As for how long you should wait – don’t! Write at whatever pace you’re inspired to write. You can be working on your next manuscript while your first one is out on queries to agents. You’ll keep learning and progressing as a writer with each book you write, and you never know which book is going to be the right first book at the right time.

25311225844_8726006770_zSPL: Let’s dive deeper into the business of publishing. You said, “The entire publishing industry runs on trust and faith.” What does that mean?

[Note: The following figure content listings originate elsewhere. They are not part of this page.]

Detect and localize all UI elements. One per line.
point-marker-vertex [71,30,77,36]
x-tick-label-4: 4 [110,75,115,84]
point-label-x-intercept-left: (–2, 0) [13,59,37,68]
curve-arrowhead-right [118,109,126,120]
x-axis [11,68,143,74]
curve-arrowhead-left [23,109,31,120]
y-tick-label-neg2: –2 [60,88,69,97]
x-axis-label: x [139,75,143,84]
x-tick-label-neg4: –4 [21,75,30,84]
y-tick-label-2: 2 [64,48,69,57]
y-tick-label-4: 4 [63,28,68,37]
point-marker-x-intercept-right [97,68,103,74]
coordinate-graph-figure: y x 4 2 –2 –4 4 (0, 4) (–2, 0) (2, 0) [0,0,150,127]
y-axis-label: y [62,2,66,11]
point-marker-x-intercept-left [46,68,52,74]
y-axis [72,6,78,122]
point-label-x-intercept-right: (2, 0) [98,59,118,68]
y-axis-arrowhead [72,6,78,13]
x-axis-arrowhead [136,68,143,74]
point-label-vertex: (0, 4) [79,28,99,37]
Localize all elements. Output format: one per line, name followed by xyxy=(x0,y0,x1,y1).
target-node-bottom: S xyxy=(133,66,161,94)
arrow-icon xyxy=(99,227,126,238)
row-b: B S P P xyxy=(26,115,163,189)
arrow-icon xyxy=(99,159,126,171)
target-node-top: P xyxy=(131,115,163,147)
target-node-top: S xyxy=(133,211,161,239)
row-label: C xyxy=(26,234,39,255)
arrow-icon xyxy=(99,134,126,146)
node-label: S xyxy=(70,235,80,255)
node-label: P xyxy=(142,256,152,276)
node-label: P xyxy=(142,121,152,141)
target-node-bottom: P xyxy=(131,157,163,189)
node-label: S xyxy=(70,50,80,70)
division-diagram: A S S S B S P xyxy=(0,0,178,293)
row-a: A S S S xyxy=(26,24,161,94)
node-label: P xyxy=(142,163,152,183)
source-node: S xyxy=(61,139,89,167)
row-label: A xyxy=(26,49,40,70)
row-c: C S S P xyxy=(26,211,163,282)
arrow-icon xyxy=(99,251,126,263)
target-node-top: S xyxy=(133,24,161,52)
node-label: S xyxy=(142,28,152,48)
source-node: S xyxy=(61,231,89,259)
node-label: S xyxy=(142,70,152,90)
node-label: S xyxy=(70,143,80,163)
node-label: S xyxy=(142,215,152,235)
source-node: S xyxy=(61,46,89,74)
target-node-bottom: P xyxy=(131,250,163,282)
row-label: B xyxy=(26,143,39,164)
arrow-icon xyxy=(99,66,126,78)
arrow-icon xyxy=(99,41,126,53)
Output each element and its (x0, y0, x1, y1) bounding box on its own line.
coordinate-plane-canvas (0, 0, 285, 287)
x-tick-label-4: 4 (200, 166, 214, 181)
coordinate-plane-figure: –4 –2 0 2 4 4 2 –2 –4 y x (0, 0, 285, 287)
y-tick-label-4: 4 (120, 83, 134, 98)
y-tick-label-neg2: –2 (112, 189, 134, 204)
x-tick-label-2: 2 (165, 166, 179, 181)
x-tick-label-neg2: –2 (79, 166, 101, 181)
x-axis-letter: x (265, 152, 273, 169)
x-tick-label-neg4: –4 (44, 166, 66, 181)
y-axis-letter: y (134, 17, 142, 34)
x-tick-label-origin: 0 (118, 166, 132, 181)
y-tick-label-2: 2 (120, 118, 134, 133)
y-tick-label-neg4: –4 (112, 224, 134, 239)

SS: In a way this goes back to timing. Books are often published with very long lead times. It’s generally several years from the time you finish your first draft to the time the book is available on store shelves. And as much as we all wish we had a crystal ball that could tell us what the next big trend will be, or what readers will be interested in two or three or four years from now… we don’t. So even though we love a manuscript, and our colleagues love it, and we think the author is wonderful – we’re still taking a chance. You never know what’s going to succeed once it’s out there in the world. All we can do is try to set it up with the best chance possible, and then wait and see. So every time we acquire a book, we’re operating on things like experience and business sense and feedback from our colleagues, but we’re also operating a bit on faith.

SPL: What makes you want to put your faith in a first-time author?

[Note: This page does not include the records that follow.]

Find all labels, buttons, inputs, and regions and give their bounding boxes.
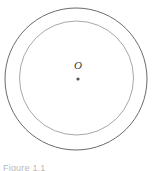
figure-container: O Figure 1.1: [0, 0, 159, 171]
concentric-circles-diagram: [0, 0, 159, 171]
figure-background: [0, 0, 159, 171]
center-point-label: O: [70, 59, 86, 71]
figure-caption: Figure 1.1: [3, 163, 46, 171]
center-point-dot: [76, 77, 79, 80]
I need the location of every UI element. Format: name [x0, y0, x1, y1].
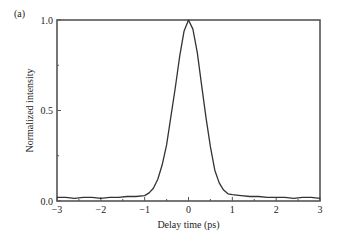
y-tick-label: 0.0 [41, 196, 54, 207]
x-tick-label: 2 [274, 204, 279, 215]
x-tick-label: −1 [139, 204, 150, 215]
data-line [57, 20, 320, 198]
x-tick-label: 1 [230, 204, 235, 215]
plot-frame [57, 20, 320, 201]
autocorrelation-chart: −3−2−101230.00.51.0Delay time (ps)Normal… [0, 0, 338, 240]
x-tick-label: −2 [96, 204, 107, 215]
y-tick-label: 1.0 [41, 15, 54, 26]
x-tick-label: −3 [52, 204, 63, 215]
x-tick-label: 0 [186, 204, 191, 215]
x-axis-label: Delay time (ps) [157, 219, 219, 231]
y-tick-label: 0.5 [41, 105, 54, 116]
x-tick-label: 3 [318, 204, 323, 215]
y-axis-label: Normalized intensity [24, 68, 35, 152]
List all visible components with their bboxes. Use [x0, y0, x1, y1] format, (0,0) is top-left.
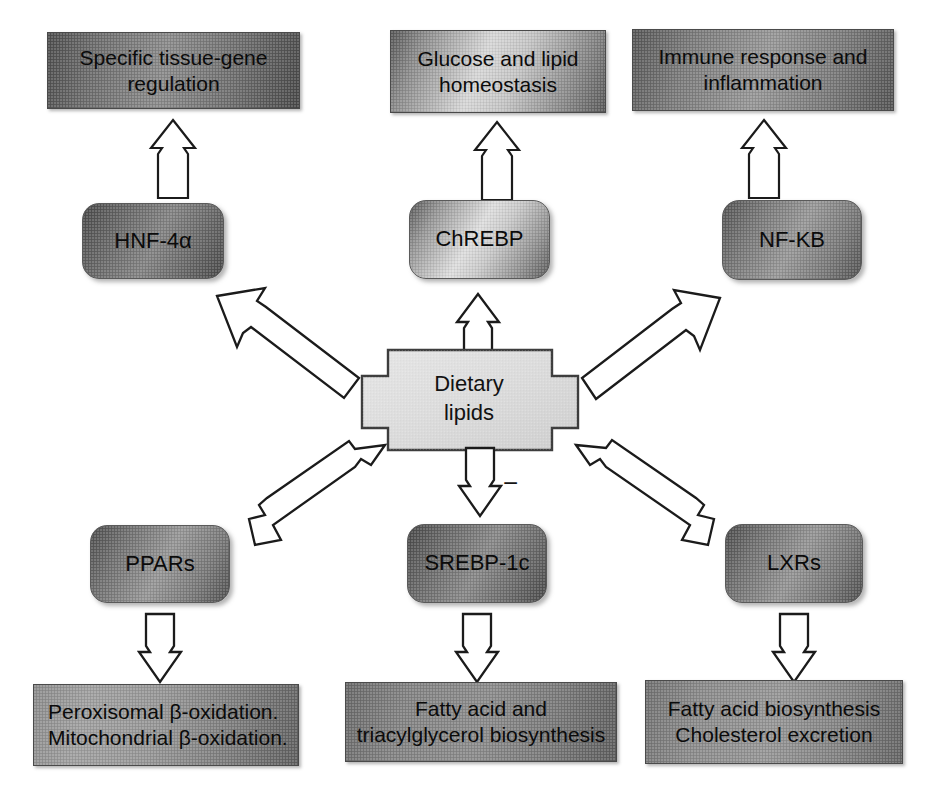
factor-box-ppars: PPARs	[90, 525, 230, 603]
outcome-box-beta-oxidation: Peroxisomal β-oxidation. Mitochondrial β…	[33, 684, 299, 766]
arrow-srebp1c-to-outcome	[453, 612, 501, 684]
outcome-box-tissue-gene-regulation: Specific tissue-gene regulation	[47, 32, 300, 109]
factor-label: PPARs	[119, 551, 200, 578]
factor-label: HNF-4α	[108, 228, 198, 255]
outcome-label: Specific tissue-gene regulation	[74, 45, 274, 96]
outcome-box-fa-tag-biosynthesis: Fatty acid and triacylglycerol biosynthe…	[345, 682, 617, 762]
arrow-ppars-to-outcome	[136, 612, 184, 684]
outcome-label: Immune response and inflammation	[653, 44, 874, 95]
outcome-box-immune-response-inflammation: Immune response and inflammation	[632, 29, 894, 111]
arrow-hnf4a-to-outcome	[148, 118, 198, 200]
outcome-box-glucose-lipid-homeostasis: Glucose and lipid homeostasis	[390, 30, 606, 113]
inhibition-sign: −	[503, 470, 518, 496]
arrow-chrebp-to-outcome	[472, 120, 522, 202]
factor-box-srebp1c: SREBP-1c	[407, 524, 547, 603]
figure-canvas: Specific tissue-gene regulation Glucose …	[0, 0, 928, 798]
outcome-label: Fatty acid biosynthesis Cholesterol excr…	[662, 696, 886, 747]
factor-box-chrebp: ChREBP	[409, 200, 550, 279]
outcome-label: Glucose and lipid homeostasis	[411, 46, 584, 97]
factor-box-lxrs: LXRs	[725, 524, 863, 603]
central-node-dietary-lipids: Dietary lipids	[358, 348, 580, 452]
outcome-box-fa-biosynthesis-cholesterol-excretion: Fatty acid biosynthesis Cholesterol excr…	[645, 680, 903, 764]
outcome-label: Fatty acid and triacylglycerol biosynthe…	[351, 696, 612, 747]
arrow-nfkb-to-outcome	[739, 118, 789, 200]
factor-label: ChREBP	[429, 226, 529, 253]
outcome-label: Peroxisomal β-oxidation. Mitochondrial β…	[34, 699, 294, 750]
factor-box-nfkb: NF-KB	[722, 200, 862, 280]
factor-box-hnf4a: HNF-4α	[82, 203, 224, 279]
central-node-label: Dietary lipids	[434, 370, 504, 427]
arrow-lipids-to-srebp1c	[456, 446, 504, 518]
factor-label: SREBP-1c	[418, 550, 535, 577]
arrow-lipids-to-nfkb	[578, 288, 724, 404]
factor-label: LXRs	[761, 550, 827, 577]
factor-label: NF-KB	[753, 227, 831, 254]
arrow-lipids-to-lxrs	[570, 437, 720, 551]
arrow-lxrs-to-outcome	[770, 612, 818, 684]
arrow-lipids-to-ppars	[243, 441, 389, 551]
arrow-lipids-to-hnf4a	[213, 284, 363, 402]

SS: It all comes down to passion. The author’s passion for their book and for building their career, and my passion for the book, too. One of my favorite parts of being in this industry is that feeling of falling in love with a new manuscript, of realizing that there’s something special on these pages; and when I get that feeling with a manuscript submission, I know that it’s something I want to work on, and something I’m going to be able to help make stronger, and something I’m going to be able to champion both within the house and outside of it.

JaneSPL: Any final words of wisdom for SCBWI’s aspiring authors?

SS: This is a long game, and everything you do – reading, writing, just living – is a move that may eventually help you get where you want to go. So keep writing, and keep trying new things, and you’ll keep increasing the chances that you’ll find yourself with the right project in the right place at the right time.

SPL: Do you have any speaking engagements to plug or upcoming book releases we need to grab?

I can’t not take an opportunity to plug one of our upcoming books, which is one of my favorite things I’ve ever had the pleasure of working on: My Lady Jane, by Brodi Ashton, Cynthia Hand, and Jodi Meadows. We’ve been calling it a YA version of The Princess Bride and, well, that’s not something I say lightly. Prepare to laugh, cry, and fall head over heels in love. 🙂

 

TwitterPicStephanie Stein is an Associate Editor at HarperCollins Children’s Books. Other titles include gamer, coffee snob, hockey fan, and total nerd. She edits and is acquiring middle grade and YA books. She loves books with snarky banter, unconventional narrative structure/points of view, and inventive worlds you want to live in, and is always looking for diverse characters, stories, and settings. While she does admit to a major geeky affinity for fantasy and science fiction, she is open to considering most genres, from contemporary romance to action/adventure. Find her, and her manuscript wishlist, online at stephanie-stein.tumblr.com and @stephlystein.

 

Sarah Parker-LeeSarah Parker-Lee is managing co-editor of Kite Tales, reviews books for Dwarf+Giant, & writes for non-profits fighting injustice all over the interwebs. She also writes YA alt. history & sci-fi. Her humor blog, Dogs and Zombies: A Dog’s Guide to the Zombie Apocalypse, shambles towards your tasty brains Summer 2016. Twitterings: @SarahSoNovel

 

 

Writer’s Day 2016 Photos by Nicole von Buelow.
Stephanie Stein’s photos used by permission.